Their home on the Left Bank in Paris had platinum wallpaper and chairs upholstered in zebra skin. Mr. Porter once hired the entire Monte Carlo Ballet to entertain his house guests. For a party in Venice, where he rented the Palazzo Rezzonico for $4,000 a month, he hired 50 gondoliers to act as footmen and had a troupe of high-rope walkers perform in a blaze of lights.
Most of Mr. Porter's songs were written far from Broadway. His score for "Anything Goes," which included "I Get a Kick Out of You," "You're the Top," "All Through the Night" and the title song, was composed while he was cruising down the Rhine. He wrote the songs for "Jubilee" ("Begin the Beguine," "Just One of Those Things" and "Why Shouldn't I?" among others) during a round-the- world cruise with the show's librettist, Moss Hart.
But Mr. Porter was no dilettante composer. Not even the rigors of his busy social rounds interfered with his creativity.
"I've done lots of work at dinner, sitting between two bores," he once said. "I can feign listening beautifully. I can work anywhere."
Praised by Rodgers
He was a careful craftsman whose work won the admiration of his peers. Richard Rodgers has said, "Few people realize how architecturally excellent his music is. There's a foundation, a structure and an embellishment. Then you add the emotion he's put in and the result is Cole Porter."
Mr. Porter himself could not characterize his songs.
"I don't know how my music gets that way," he said when he was asked to make the effort. "I simply can't analyze it. I can analyze the music of others. The word for Dick Rodgers's melodies, I think, is holy. For Jerome Kern, sentimental. For Irving Berlin, simplicity. For my own, I don't know."
Mr. Porter was a trim, slight, dark man, groomed in subdued, elegant taste. He usually sported a boutonniere in the lapel of his well-tailored suits. His speech was quiet, reserved, almost clipped.
He was born on a 750-acre farm in Peru, Ind., on June 9, 1892, the son of Samuel Fenwick Porter, a fruit grower, and the former Kate Cole. He could play the violin when he was 6 and the piano when he was 8. At the age of 10 he composed a song, "The Bobolink Waltz," that pleased his mother so much that she had it published in Chicago.

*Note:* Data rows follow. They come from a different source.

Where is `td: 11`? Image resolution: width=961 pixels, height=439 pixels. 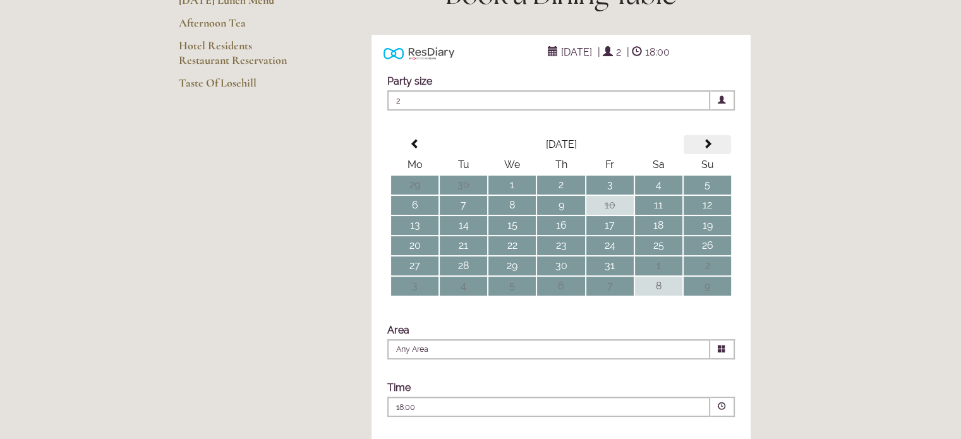
td: 11 is located at coordinates (658, 205).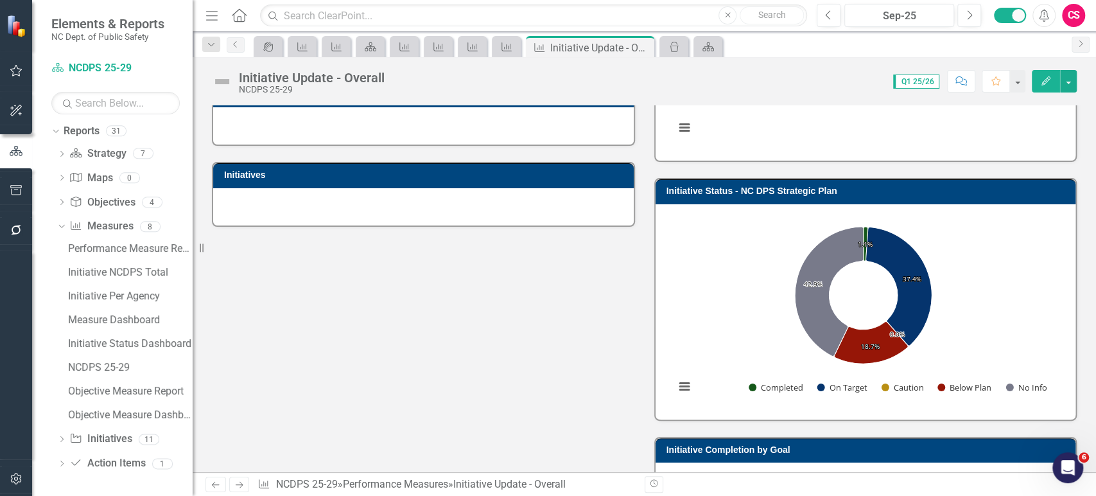  I want to click on h3: Initiative Completion by Goal, so click(868, 450).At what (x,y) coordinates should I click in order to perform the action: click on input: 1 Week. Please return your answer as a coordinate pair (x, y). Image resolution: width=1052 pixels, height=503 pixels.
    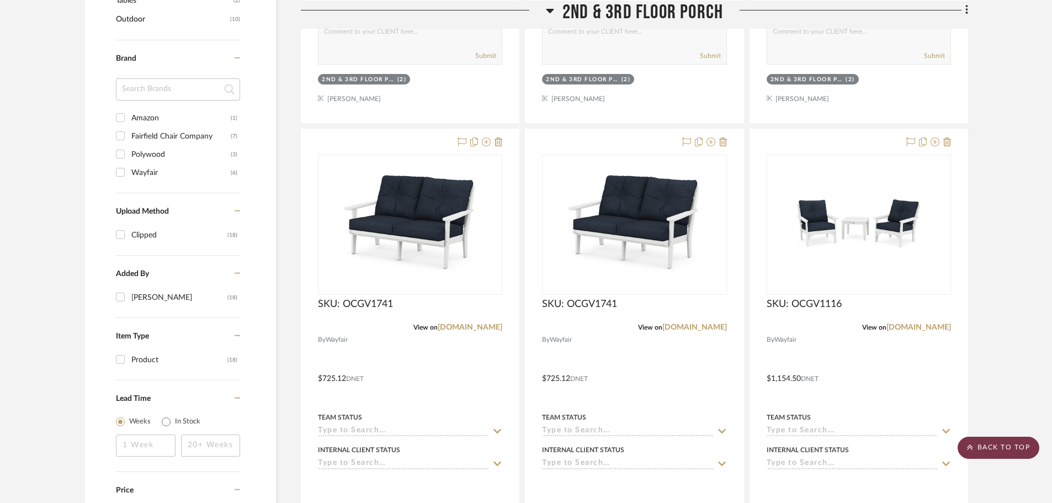
    Looking at the image, I should click on (146, 445).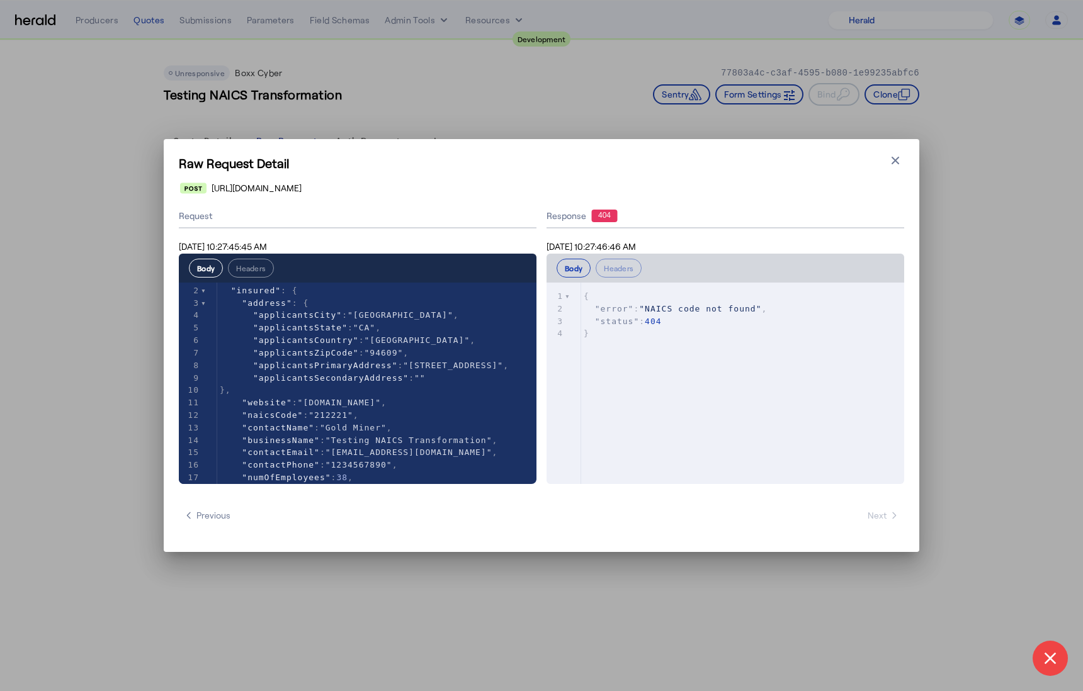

Despite the boy's musical leanings, his maternal grandfather, J. O. Cole, who had made a fortune in the lumber business, wanted him to be a lawyer. To this ostensible end, young Porter was sent to Worcester Academy in Massachusetts and to Yale, where he wrote two of the most famous of all college songs, "Bingo Eli Yale" and the "Yale Bulldog Song."
He continued his studies at the Harvard Law School but, at the suggestion of the dean, transferred to the School of Music. With a fellow student, T. Lawrason Riggs, he wrote a show, "See America First," which was produced on Broadway in 1916 with a cast that included Clifton Webb. It was a failure. Mr. Porter then joined the French Foreign Legion where he had a specially constructed portable piano made for him so that he could carry it on his back and entertain the troops in their bivouacs.

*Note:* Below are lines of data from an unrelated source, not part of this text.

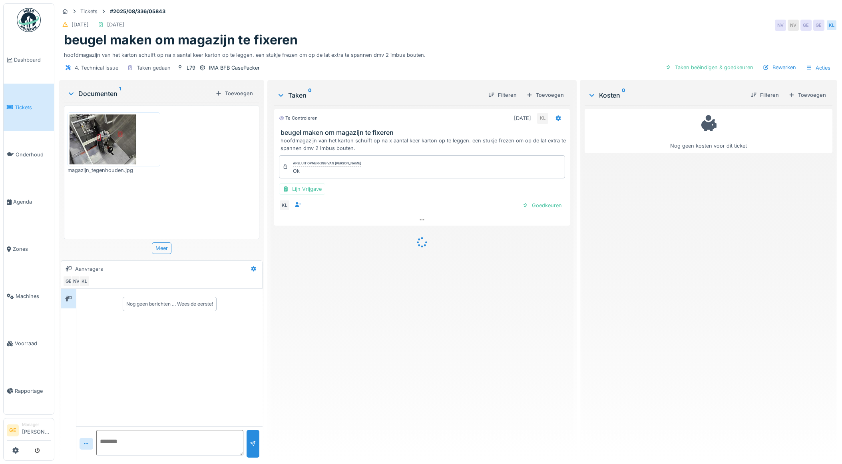 This screenshot has width=842, height=464. Describe the element at coordinates (32, 249) in the screenshot. I see `span: Zones` at that location.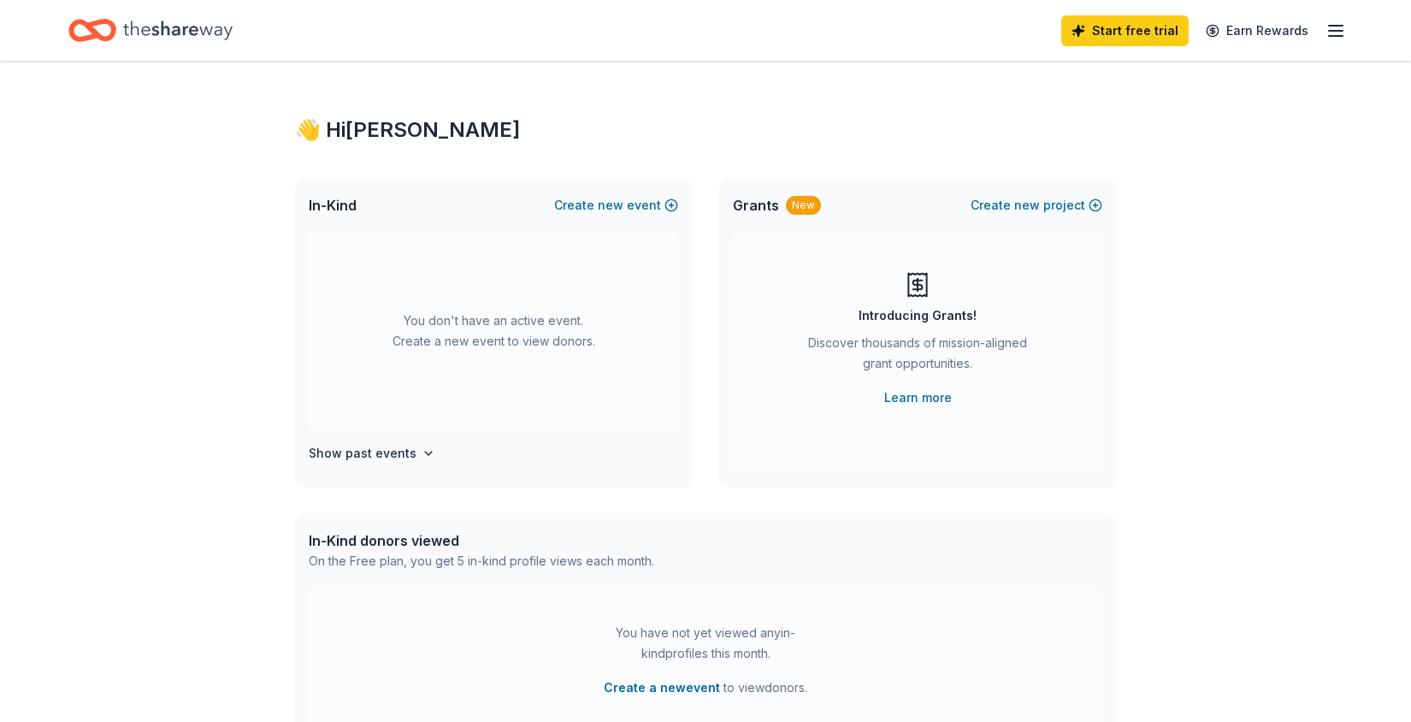 The image size is (1411, 722). I want to click on a: Home, so click(150, 30).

In 1919 he married Mrs. Linda Lee Thomas, widow of E. R. Thomas, a banker and publisher, and settled in Paris.
Mr. Porter made casual contributions to two revues during the early 1920's, "Hitchy-Koo" and "Greenwich Village Follies of 1924," but he was not induced to write a Broadway score again until 1928, where he contributed the songs to "Paris," a play with incidental music that starred Irene Bordoni. Only five of Mr. Porter's songs were used in the final production, but one was the provocatively amusing "Let's Do It."
During the intervening years he had been writing and performing songs for the amusement of his friends, but the reception accorded "Let's Do It" apparently convinced him that he could communicate pleasurably to a broader audience. As a result, a steady series of Porter show scores and a wide variety of memorable songs followed during the next 15 years.